Jules, played by Tiffany Chu

Early scenes plausibly indicate that Jules pukes gold, so to speak, when she encounters misogynistic males. The degree of the misogyny ranges from those on-the-make to piss-poor catcallers (more of them on the prowl, so to speak, than the latter.) Let’s face it: Misogyny in the real world is omnipresent and in many forms. [A glaring example: E. Jean Carroll vs. MAGA Existential Menace Donald Trump.]

Audiences up for seeing a really good movie at the 2024 HollyShorts should know that this reviewer not once came close to retching while watching this deftly made 17-minute short.

Admittedly, there might be pre-ticket purchasing suspicions about fish puking but – one more time – the scenes are considerably less foreboding than those images of yesteryear when – especially in those mass transit cattle car environs – sneezing, coughing and all other manner of expectorating without the covering mouths and noses as many did when COVID was running amuck.

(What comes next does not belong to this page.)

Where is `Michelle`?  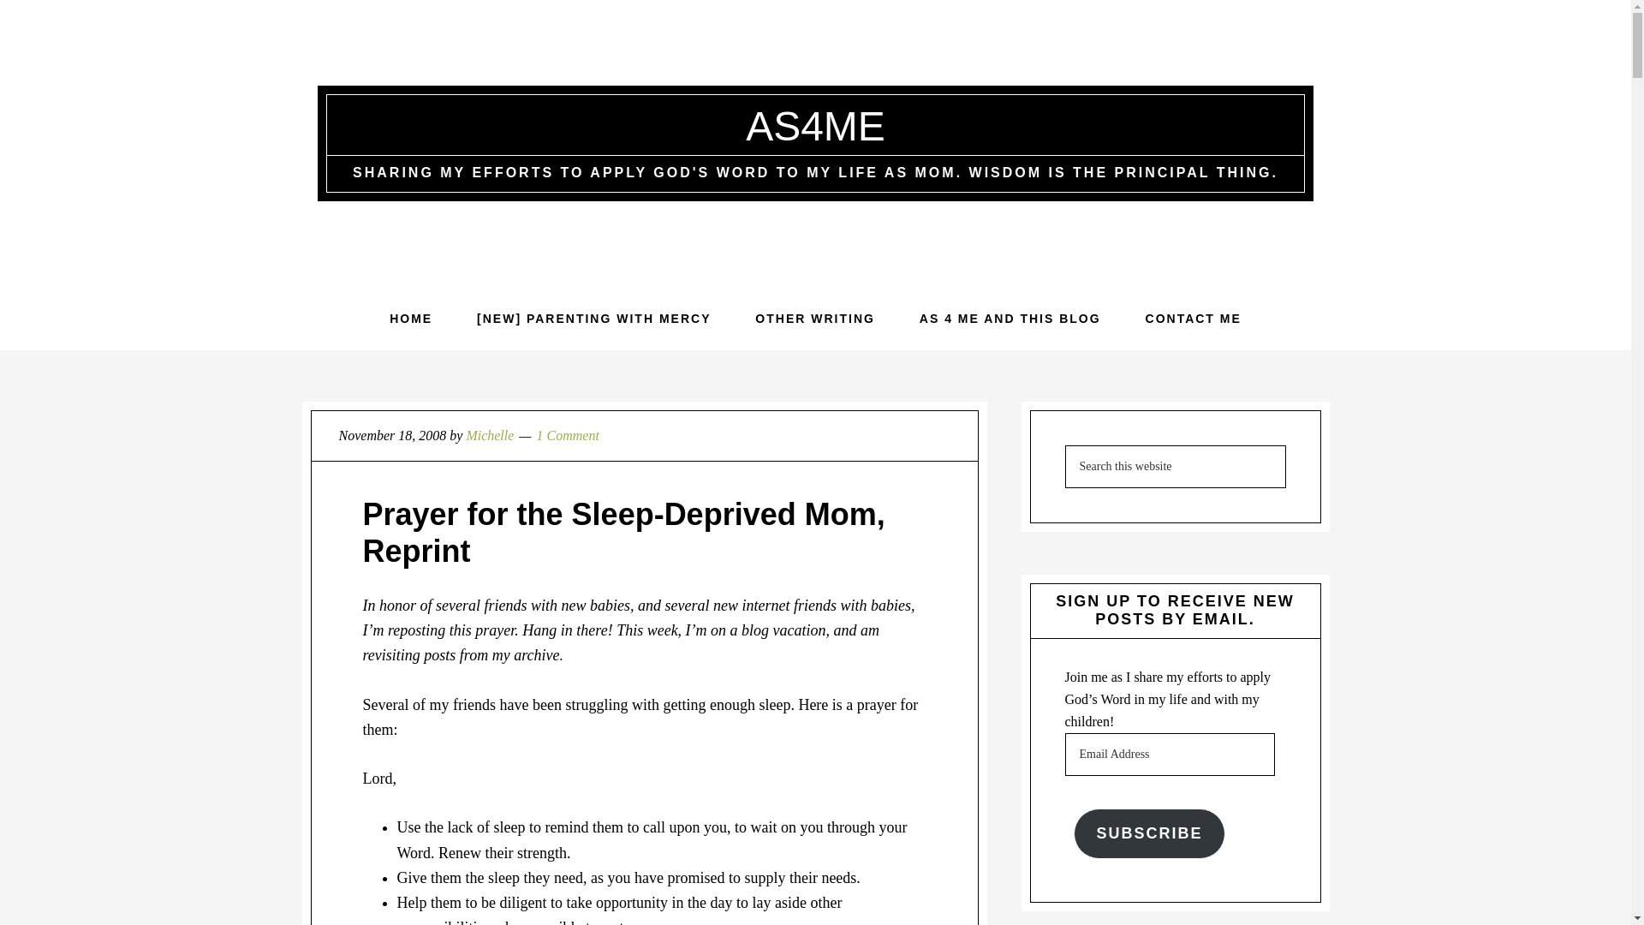 Michelle is located at coordinates (489, 435).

Matt, played solidly by Isaac Jay

Ticket lines swelled with those who flocked to Ridley Scotts’ Xenomorph-Punching-Through-Chest-Cavities (a 5-star movie ever there was one and so were a few of the sequels), but I would be surprised if there will be much hesitance about seeing a well-made movie about a woman who pukes gold because of misogynistic experiences and encounters.

I expect audiences will also become so wrapped up in FISHTANK as I am did that they too will experience a cinematic nonchalance that will allow them to embrace the film despite it being as enigmatic as it is. Which brings me to this: What does a fish say when it runs into a concrete wall?

What Does a Fish Say When It Runs into a Concrete Wall

Jules attends an AA meeting where she meets Matt who introduces himself to the gathering at large as an alcoholic two years sober who likes to ask jokes. This is where the writer-reviewer got jammed and has to step back from earlier comments about not being flummoxed by experimental elements.

Part of Matts’ salutation to the AA group, following up a quip about the joy of him asking jokes is this: What does a fish say when it runs into a concrete wall?

There is a moment of silence as the camera shows a few faces. Jules’ response is awesome: “Dam?” Matt looks Jules dead in the eye, saying, mouthing, “Stupid.” And – OMG?!?! – they intimately couple up at her place after the meeting. The remaining 14 minutes or so about the affair of a goldfish heaver and an ichthyophile was … I wrote earlier that I had deciphered the surreal and the enigmatic in FISHTANK. Well, this writer-reviewer is still working on it. What takes place will open eyes and ears if the eyes and ears are ready to be open.